Ontotext Proud of Its Work on the PHEME Project for Computing Veracity

Wednesday, June 28, 2017

pheme logo

Ontotext is pleased to announce that together with our partners, we have completed the work on the EU-funded PHEME project ‘Computing Veracity Across Media, Languages, and Social Networks’ than ran from 1 January, 2014 through 31 March, 2017.

At the end of this project, Ontotext is taking stock of the work we have done in helping to create a computational framework for automatic discovery and verification of information at scale and fast. Named after the goddess of rumours and fame in the Greek mythology, Pheme, the project was aimed at developing a smart way to alert users to rumors and misinformation. PHEME focused on modeling, identifying, and verifying phemes (internet memes with added truthfulness or deception), as they spread across media, languages, and social networks.

As part of the project, Ontotext participated in several work packages, lending its expertise and experience in semantic technologies to help create algorithms for detecting and classifying rumours, and for harnessing the project technologies into practical applications to be used by digital journalists.

The data acquired and enriched by the different components developed in PHEME were included in a Knowledge repository implemented in Ontotext’s semantic graph database GraphDB. The datasets used as the factual knowledge sources came from the Linked Open Data (LOD) cloud: FactForge, DBpedia, OpenCyc, and Linked Life Data.

However, Ontotext’s work on the project was not limited to GraphDB. Using our extensive experience in text analytics, we have also provided concept extraction and enrichment. By interlinking people, organizations and locations from unchecked social-media streams to the rich contextual information about them in our knowledge base, we were able to know more. This makes it easier to recognize whether something could be a rumor or not.

Ontotext also took active part in harnessing the project technologies into practical applications to be used by digital journalists. We and our project partners developed an open-source journalism dashboard prototype that showcased the technologies and aimed to assist journalists with news gathering and verification tasks.

In addition, Ontotext and its project partners developed the fact-checking assistant Hercule. It is a web-based interface that helps journalists to explore news, video and social media relevant to a given topic, to filter and visually analyze them by time, impact, controversiality, factuality and source, and to validate claims against proprietary and open data.

The innovation features of Hercule include extracting, semantically enriching, and indexing structured claims. It also helps associating impact, controversiality and veracity scores as well as providing context for fact-checking by linking to open and government data, and content archives.

By lending our expertise and experience in semantic technologies to the PHEME project, we contributed to the building of technologies for checking veracity that can help organizations scale up content verification, reduce costs and build trust among social media users.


▸ **Activity**: Exactly the lines from the one containing "Decode this image" through the end of the entries, both ends included, are to be output.

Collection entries
——————————

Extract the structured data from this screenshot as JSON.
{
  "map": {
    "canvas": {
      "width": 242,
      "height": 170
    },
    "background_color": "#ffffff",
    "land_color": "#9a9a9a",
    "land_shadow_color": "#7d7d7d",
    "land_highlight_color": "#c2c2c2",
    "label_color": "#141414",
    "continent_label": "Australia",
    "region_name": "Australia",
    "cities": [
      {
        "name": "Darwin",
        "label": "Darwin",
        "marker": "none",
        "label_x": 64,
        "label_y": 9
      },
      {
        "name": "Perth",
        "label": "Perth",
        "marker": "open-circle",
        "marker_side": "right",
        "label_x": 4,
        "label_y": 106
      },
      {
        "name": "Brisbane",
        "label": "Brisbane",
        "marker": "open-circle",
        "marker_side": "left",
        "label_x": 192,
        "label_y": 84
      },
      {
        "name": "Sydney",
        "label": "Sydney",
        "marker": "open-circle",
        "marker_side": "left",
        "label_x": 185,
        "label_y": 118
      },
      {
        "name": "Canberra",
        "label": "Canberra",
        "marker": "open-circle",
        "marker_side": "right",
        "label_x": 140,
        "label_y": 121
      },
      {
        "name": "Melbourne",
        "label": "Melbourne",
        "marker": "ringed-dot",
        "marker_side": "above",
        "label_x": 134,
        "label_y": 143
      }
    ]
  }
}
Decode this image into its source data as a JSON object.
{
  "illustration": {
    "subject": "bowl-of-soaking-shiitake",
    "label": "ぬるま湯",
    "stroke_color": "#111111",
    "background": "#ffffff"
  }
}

——————————

▸ **Answer to the problem**:
Decode this image into its source data as a JSON object.
{
  "illustration": {
    "subject": "bowl-of-soaking-shiitake",
    "label": "ぬるま湯",
    "stroke_color": "#111111",
    "background": "#ffffff"
  }
}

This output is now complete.